These anecdotes contain all of the elements outlined by Campbell and places these artists as the heroes. They have created a mythology around them and/or their works. For them, though, there is no (or little) pretense. This is them (magnified through the retelling of the stories) and it exemplifies their values. Companies and organized institutions, take note.
Why Do It Anyway?
The idea of questioning the purpose of caring for collections and thus the jobs of registrars, conservators, shippers, insurers, attorneys, curators, administrators, archivists educators, and more stems from the furor from my colleagues surrounding the multiple incidents of climate activists gluing themselves to works of art. Naturally, when your job requires you to take a symbolic bullet for your collection, a nauseating incident like this fans angry flames.
Business Advice from Artists, Part 2: Self Sabotage v. Self Worth
NFTs ≠ Art
As I mentioned, a quick reminder that “NFT” does NOT solely equal a piece of digital art. It is a technology that provides scarcity to a digital asset. Scarcity delivers value – whether gold or non-tangible goods. Therefore, it makes many other activities possible beyond digital art possible such as music and events/ticketing. Through their increased application for these purposes will seem into the greater water supply of society and in 10 years we will not understand anything else. I want to speculate on this as it relates to art and artifact collections.
Business Advice from Artists, Part 1: Minimalism
“Normal” is not a Target
We manage collections of cultural patrimony (art included) in deep, inefficient ruts left by the ox carts of previous generations. At that time, it made certain sense, but all things must occasionally evolve away from gills and grow feet. Failure to evolve in general (but especially now), when the industry bleeds out funds to pandemic recovery, will only further pump the brakes on returning to “normalcy”. “Now” is “normal”.
If Sea Freight is the Answer, What is the Question?
The logic of the argument focuses on carbon emissions where air freight vastly out-pollutes sea freight. While I fully side with the GCC’s goals and intent, sea freight hardly qualifies as clean as it emits other noxious bi-products including CO2 by fueling the tens of thousands of ocean vessels with fossil fuels.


▶ To do:
Each line that has the string "span" must be copied from the records below.

▶ Dataset content:
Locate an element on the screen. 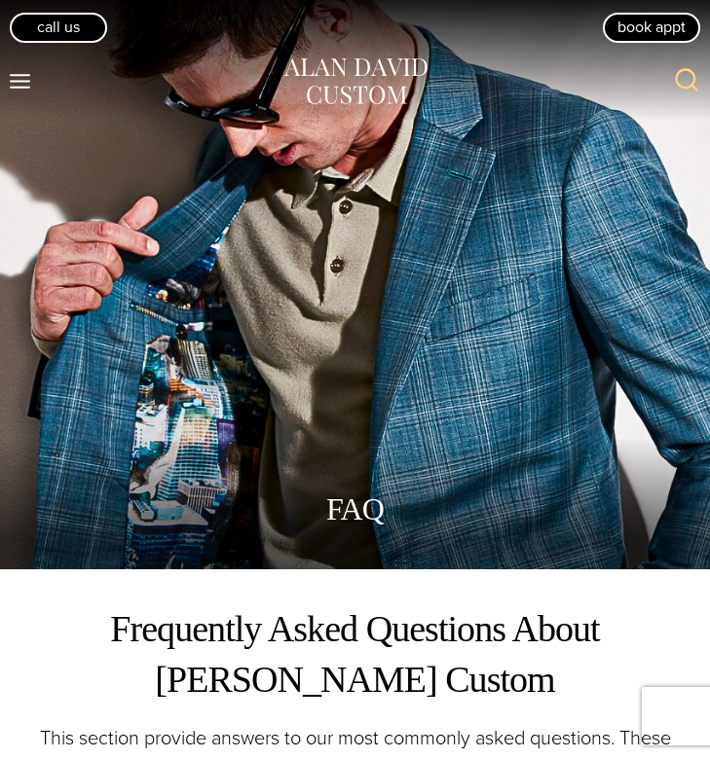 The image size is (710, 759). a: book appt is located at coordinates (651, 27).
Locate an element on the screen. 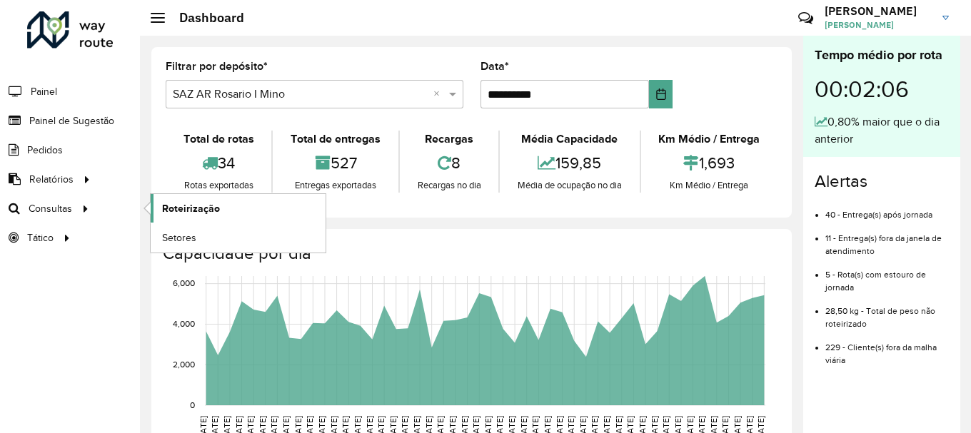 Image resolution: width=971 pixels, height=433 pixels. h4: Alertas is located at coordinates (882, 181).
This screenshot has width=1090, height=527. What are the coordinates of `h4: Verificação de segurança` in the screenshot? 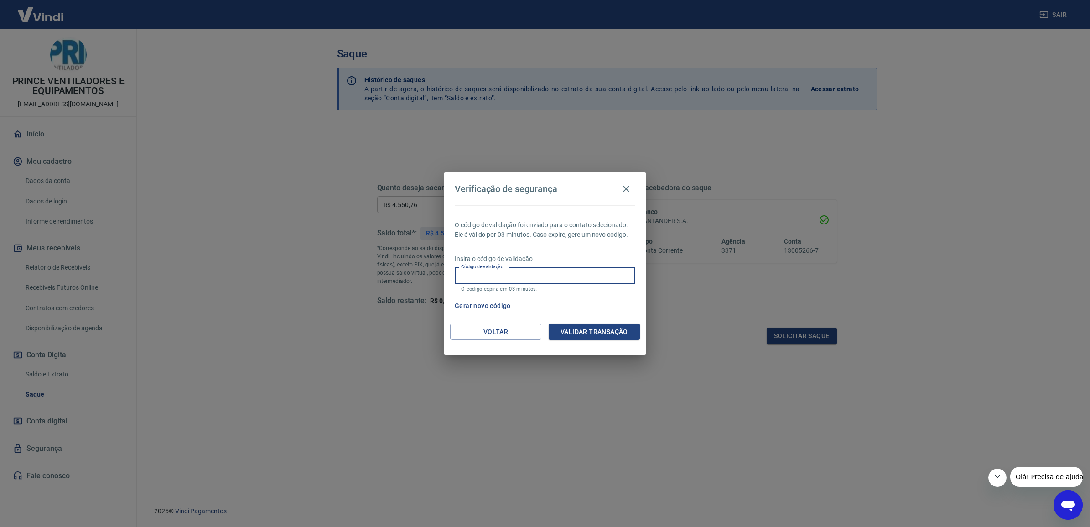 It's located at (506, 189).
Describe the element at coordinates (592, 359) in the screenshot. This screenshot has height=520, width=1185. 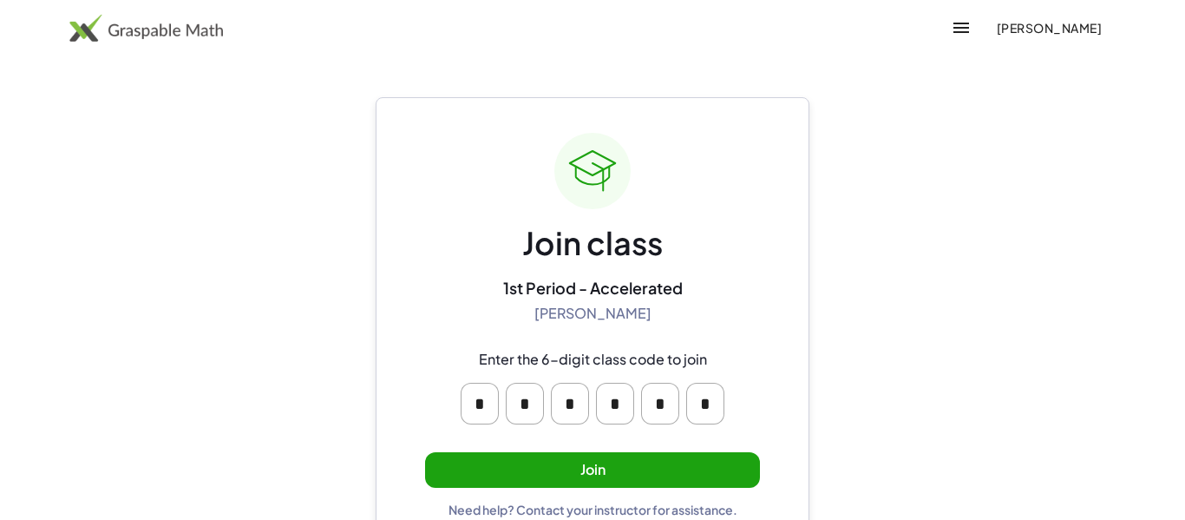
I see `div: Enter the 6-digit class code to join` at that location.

---

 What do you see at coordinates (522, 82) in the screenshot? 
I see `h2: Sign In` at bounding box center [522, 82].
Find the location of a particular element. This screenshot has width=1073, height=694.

* * *

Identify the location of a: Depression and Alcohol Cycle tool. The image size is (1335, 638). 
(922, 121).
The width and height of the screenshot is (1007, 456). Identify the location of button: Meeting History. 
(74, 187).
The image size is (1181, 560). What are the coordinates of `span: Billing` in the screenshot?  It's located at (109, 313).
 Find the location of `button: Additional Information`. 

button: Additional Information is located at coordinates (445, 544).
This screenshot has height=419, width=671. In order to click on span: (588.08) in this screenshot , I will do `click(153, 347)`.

▶ Solution to this exercise:
The image size is (1181, 560). What are the coordinates of `span: Billing` in the screenshot?  It's located at (109, 313).
This screenshot has height=419, width=671. In order to click on span: (588.08) in this screenshot , I will do `click(153, 347)`.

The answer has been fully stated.